Re: WebPerfWG call - November 19th 2019 @ 11am PST

Hey all,

Minutes
<https://docs.google.com/document/d/e/2PACX-1vR5LxMEKopOssn86iRToQYpqEUGkNVVko23aYh6WwjiZuvHA13Hf7kHfqYE17Bt3uMRaKVdmbf-dgz_/pub>
from yesterday's meeting are now available, as well as the video
<https://youtu.be/1B6sFgbIPaU>. Copying the minutes here for safe keeping:
WebPerfWG call - 19 November 2019

Participants: Philippe Le Hegaret, Gillis Dubuc, Peter Hedenskog, Scott
Haseley, Alex Timin, Will Hawkins, Nicolás Peña, Nic Jansma,  Subatra Ashe,
Benjamin De Kosnik

Next Call

December 5 @ 11am PST

Main Thread Scheduling APIs
<https://www.google.com/url?q=https://docs.google.com/presentation/d/1yLkP41BQlJw-N-6dvbEkC8JhXm8sYdlXnAORDHcBKiQ/edit%23slide%3Did.g5b43bd1ecf_0_508&sa=D&ust=1574259413801000>
-
Scott Haseley

Scott:

scheduler.postTask() API allows scheduling of prioritized tasks

… Implemented v0 task-queue based prototype in Chromium

… Changing to a Signal-based prototype in response to TAG feedback

… Planning to go to Origin Trial to evaluate performance and broader
feedback on ergonomics

… Controller/Signal based design

   - Inspired from AbortController/AbortSignal
   - Removing Task objects replacing with a Promise
   - Removing TaskQueue

… Examples of old vs. new
<https://www.google.com/url?q=https://docs.google.com/presentation/d/1yLkP41BQlJw-N-6dvbEkC8JhXm8sYdlXnAORDHcBKiQ/edit%23slide%3Did.g78f96ea603_0_19&sa=D&ust=1574259413802000>
-
Promise is significantly simpler and less verbose

   - Fetch example - we pass in a Signal object (that we got from
   AbortController) and that enables aborting fetches later
   - Changed the API to add a new object TaskController that has a signal
   - Relationships are now exposed by sharing a signal

… What’s controller priority?

   - TaskController allows you to change priorities, on top of just
   aborting everything that shares a signal
   - Allows Fetch reprioritization as well as task reprioritization in
   general

Yoav: So from a Priority Hints perspective, that would give us
reprioritization?

Scott: Yes

Yoav: If I want to create a task that would propagate other signals to
subtasks, this will enable that?

Scott: Yup. Also cases where you’d want the signal and priority to differ,
so we want to pass along an explicit priority

… Signals are read-only - easy to pass and help to resolve the priority
inversion problem

… Task/SubTask vs. TaskQueue model - Signals are better for Task/SubTask,
and can be used to model task queues, even if it’s clunky

… Exploring options around signal propagation (getting current signal,
inheriting, etc). This has some risk of misuse/footgun

… Still seeking feedback from other implementers

Will/Ben: Defer to Boris who has been tracking it closer

Ben: Interested teasing out the difference between Abort and Signal
propagation

Safari/Edge not present

LongTasks Interaction w/ Buffered Flag

Nicolás: Chrome planning to ship buffering of LongTasks from start of page
and available via PO

… PerformanceObserver.observe({ buffered:true })
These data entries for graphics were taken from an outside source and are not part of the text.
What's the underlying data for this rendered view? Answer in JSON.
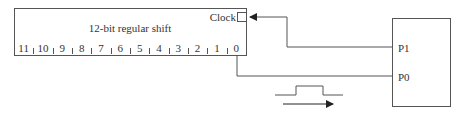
{
  "register": {
    "title": "12-bit regular shift",
    "clock_label": "Clock",
    "bits": [
      "11",
      "10",
      "9",
      "8",
      "7",
      "6",
      "5",
      "4",
      "3",
      "2",
      "1",
      "0"
    ]
  },
  "controller": {
    "ports": {
      "p1": "P1",
      "p0": "P0"
    }
  },
  "colors": {
    "line": "#555555",
    "text": "#333333"
  }
}
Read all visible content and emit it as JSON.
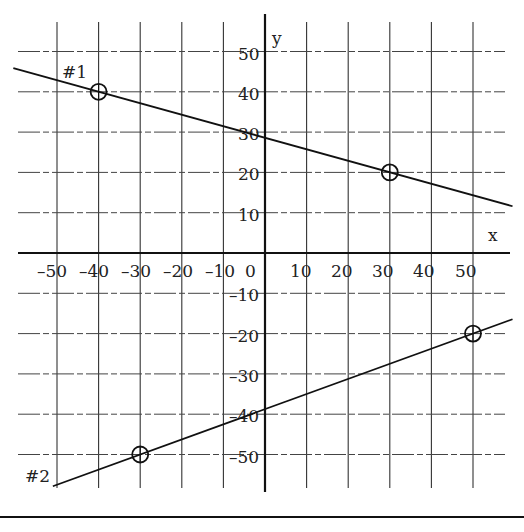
{
  "chart_data": {
    "type": "line",
    "title": "",
    "xlabel": "x",
    "ylabel": "y",
    "xlim": [
      -50,
      50
    ],
    "ylim": [
      -50,
      50
    ],
    "grid": true,
    "x_ticks": [
      -50,
      -40,
      -30,
      -20,
      -10,
      0,
      10,
      20,
      30,
      40,
      50
    ],
    "y_ticks": [
      50,
      40,
      30,
      20,
      10,
      -10,
      -20,
      -30,
      -40,
      -50
    ],
    "x_tick_labels": [
      "-50",
      "-40",
      "-30",
      "-20",
      "-10",
      "0",
      "10",
      "20",
      "30",
      "40",
      "50"
    ],
    "y_tick_labels": [
      "50",
      "40",
      "30",
      "20",
      "10",
      "-10",
      "-20",
      "-30",
      "-40",
      "-50"
    ],
    "series": [
      {
        "name": "#1",
        "marked_points": [
          [
            -40,
            40
          ],
          [
            30,
            20
          ]
        ],
        "y_intercept": 28.6,
        "slope": -0.2857
      },
      {
        "name": "#2",
        "marked_points": [
          [
            -30,
            -50
          ],
          [
            50,
            -20
          ]
        ],
        "y_intercept": -38.75,
        "slope": 0.375
      }
    ]
  },
  "labels": {
    "x_axis": "x",
    "y_axis": "y",
    "line1": "#1",
    "line2": "#2"
  }
}
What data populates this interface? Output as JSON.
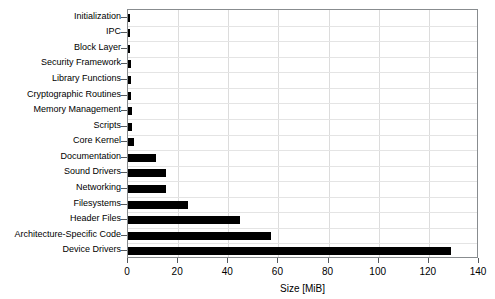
{
  "chart_data": {
    "type": "bar",
    "orientation": "horizontal",
    "title": "",
    "xlabel": "Size [MiB]",
    "ylabel": "",
    "xlim": [
      0,
      140
    ],
    "ylim": null,
    "grid": true,
    "legend": null,
    "xticks": [
      0,
      20,
      40,
      60,
      80,
      100,
      120,
      140
    ],
    "xticklabels": [
      "0",
      "20",
      "40",
      "60",
      "80",
      "100",
      "120",
      "140"
    ],
    "categories": [
      "Initialization",
      "IPC",
      "Block Layer",
      "Security Framework",
      "Library Functions",
      "Cryptographic Routines",
      "Memory Management",
      "Scripts",
      "Core Kernel",
      "Documentation",
      "Sound Drivers",
      "Networking",
      "Filesystems",
      "Header Files",
      "Architecture-Specific Code",
      "Device Drivers"
    ],
    "values": [
      0.3,
      0.4,
      0.6,
      1.1,
      1.2,
      1.3,
      1.4,
      1.6,
      2.4,
      11.0,
      15.0,
      15.0,
      24.0,
      44.5,
      57.0,
      129.0
    ],
    "bar_color": "#000000"
  }
}
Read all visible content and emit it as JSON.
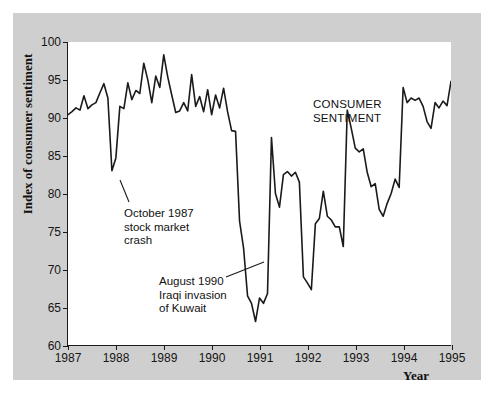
{
  "figure": {
    "panel_color": "#cfcfcf",
    "plot_background": "#ffffff",
    "line_color": "#1a1a1a"
  },
  "axes": {
    "ylabel": "Index of consumer sentiment",
    "xlabel": "Year",
    "yticks": [
      "60",
      "65",
      "70",
      "75",
      "80",
      "85",
      "90",
      "95",
      "100"
    ],
    "xticks": [
      "1987",
      "1988",
      "1989",
      "1990",
      "1991",
      "1992",
      "1993",
      "1994",
      "1995"
    ]
  },
  "annotations": {
    "series_label": {
      "line1": "CONSUMER",
      "line2": "SENTIMENT"
    },
    "crash": {
      "line1": "October 1987",
      "line2": "stock market",
      "line3": "crash"
    },
    "kuwait": {
      "line1": "August 1990",
      "line2": "Iraqi invasion",
      "line3": "of Kuwait"
    }
  },
  "chart_data": {
    "type": "line",
    "title": "",
    "subtitle": "",
    "xlabel": "Year",
    "ylabel": "Index of consumer sentiment",
    "xlim": [
      1987.0,
      1995.0
    ],
    "ylim": [
      60,
      100
    ],
    "ytick_values": [
      60,
      65,
      70,
      75,
      80,
      85,
      90,
      95,
      100
    ],
    "xtick_values": [
      1987,
      1988,
      1989,
      1990,
      1991,
      1992,
      1993,
      1994,
      1995
    ],
    "grid": false,
    "legend": "none",
    "annotations": [
      {
        "text": "CONSUMER SENTIMENT",
        "x": 1992.3,
        "y": 95.5,
        "type": "series-label"
      },
      {
        "text": "October 1987 stock market crash",
        "x": 1987.72,
        "y": 83.0,
        "type": "callout",
        "points_to_x": 1987.8,
        "points_to_y": 84.5
      },
      {
        "text": "August 1990 Iraqi invasion of Kuwait",
        "x": 1990.55,
        "y": 72.0,
        "type": "callout",
        "points_to_x": 1990.52,
        "points_to_y": 76.0
      }
    ],
    "series": [
      {
        "name": "Index of consumer sentiment",
        "color": "#1a1a1a",
        "x": [
          1987.0,
          1987.083,
          1987.167,
          1987.25,
          1987.333,
          1987.417,
          1987.5,
          1987.583,
          1987.667,
          1987.75,
          1987.833,
          1987.917,
          1988.0,
          1988.083,
          1988.167,
          1988.25,
          1988.333,
          1988.417,
          1988.5,
          1988.583,
          1988.667,
          1988.75,
          1988.833,
          1988.917,
          1989.0,
          1989.083,
          1989.167,
          1989.25,
          1989.333,
          1989.417,
          1989.5,
          1989.583,
          1989.667,
          1989.75,
          1989.833,
          1989.917,
          1990.0,
          1990.083,
          1990.167,
          1990.25,
          1990.333,
          1990.417,
          1990.5,
          1990.583,
          1990.667,
          1990.75,
          1990.833,
          1990.917,
          1991.0,
          1991.083,
          1991.167,
          1991.25,
          1991.333,
          1991.417,
          1991.5,
          1991.583,
          1991.667,
          1991.75,
          1991.833,
          1991.917,
          1992.0,
          1992.083,
          1992.167,
          1992.25,
          1992.333,
          1992.417,
          1992.5,
          1992.583,
          1992.667,
          1992.75,
          1992.833,
          1992.917,
          1993.0,
          1993.083,
          1993.167,
          1993.25,
          1993.333,
          1993.417,
          1993.5,
          1993.583,
          1993.667,
          1993.75,
          1993.833,
          1993.917,
          1994.0,
          1994.083,
          1994.167,
          1994.25,
          1994.333,
          1994.417,
          1994.5,
          1994.583,
          1994.667,
          1994.75,
          1994.833,
          1994.917,
          1995.0
        ],
        "y": [
          90.4,
          90.8,
          91.3,
          91.0,
          92.9,
          91.2,
          91.7,
          92.0,
          93.3,
          94.5,
          92.6,
          83.0,
          84.7,
          91.5,
          91.2,
          94.6,
          92.4,
          93.6,
          93.2,
          97.2,
          95.0,
          92.0,
          95.5,
          94.0,
          98.3,
          95.4,
          93.0,
          90.7,
          90.9,
          92.0,
          90.9,
          95.7,
          91.5,
          92.8,
          90.8,
          93.7,
          90.4,
          93.0,
          91.3,
          93.9,
          90.8,
          88.3,
          88.2,
          76.4,
          72.8,
          66.5,
          65.5,
          63.1,
          66.2,
          65.5,
          66.8,
          87.4,
          80.0,
          78.2,
          82.5,
          82.9,
          82.3,
          82.8,
          81.5,
          69.0,
          68.2,
          67.3,
          76.0,
          76.7,
          80.3,
          77.0,
          76.5,
          75.6,
          75.6,
          73.0,
          91.0,
          88.6,
          86.0,
          85.5,
          85.9,
          82.8,
          80.9,
          81.3,
          77.9,
          77.0,
          78.7,
          80.0,
          81.9,
          80.8,
          94.0,
          92.0,
          92.6,
          92.3,
          92.6,
          91.5,
          89.5,
          88.6,
          92.0,
          91.3,
          92.2,
          91.6,
          94.8
        ]
      }
    ]
  }
}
… Earlier thought there would be overhead related to their computation, but
then realized that they are being measured anyway?

… Is the same true for Firefox?

… If so, and we’re willing to move forward with it, what would be the
initial buffer size?

… No data on per-frame long tasks in Chrome, but data on onload

… Time to load event 90p is less than 10 seconds, so at a maximum less than
200 LTs

… Does a buffer size of 200 sounds reasonable?

Nic: 200 seems reasonable. Akamai can look to see what the distribution is,
but don’t have the initial LTs.

Gilles:        Customers with LT buffering in head?

Nic: No major ones

Yoav: Maybe we could do some math based on the time in which the PO was
registered as well as the number of LTs that happened after it.

Nic: No need to store the ones after PO

Yoav: True, but it can help us estimate

Gilles: p90 for load event is 20-30 seconds. Need to evaluate methodology

Nicolás: Working on gathering data but will take some time

Yoav: we could also change the buffer size afterwards, if it’s too small

Nicolás: Ideally, we would like to avoid it, but possible

Nic: 200 sounds like a decent number

Ben: calculation sounds simple and fine. Why is Gilles seeing 3x the
numbers though?

Gilles: More users from slower countries? If we’d hit the limit often we’d
let you know

Yoav: CrUX data?

Nicolas: Might not have onload

Nic: Akamai customer have a 95p long task number of ~30.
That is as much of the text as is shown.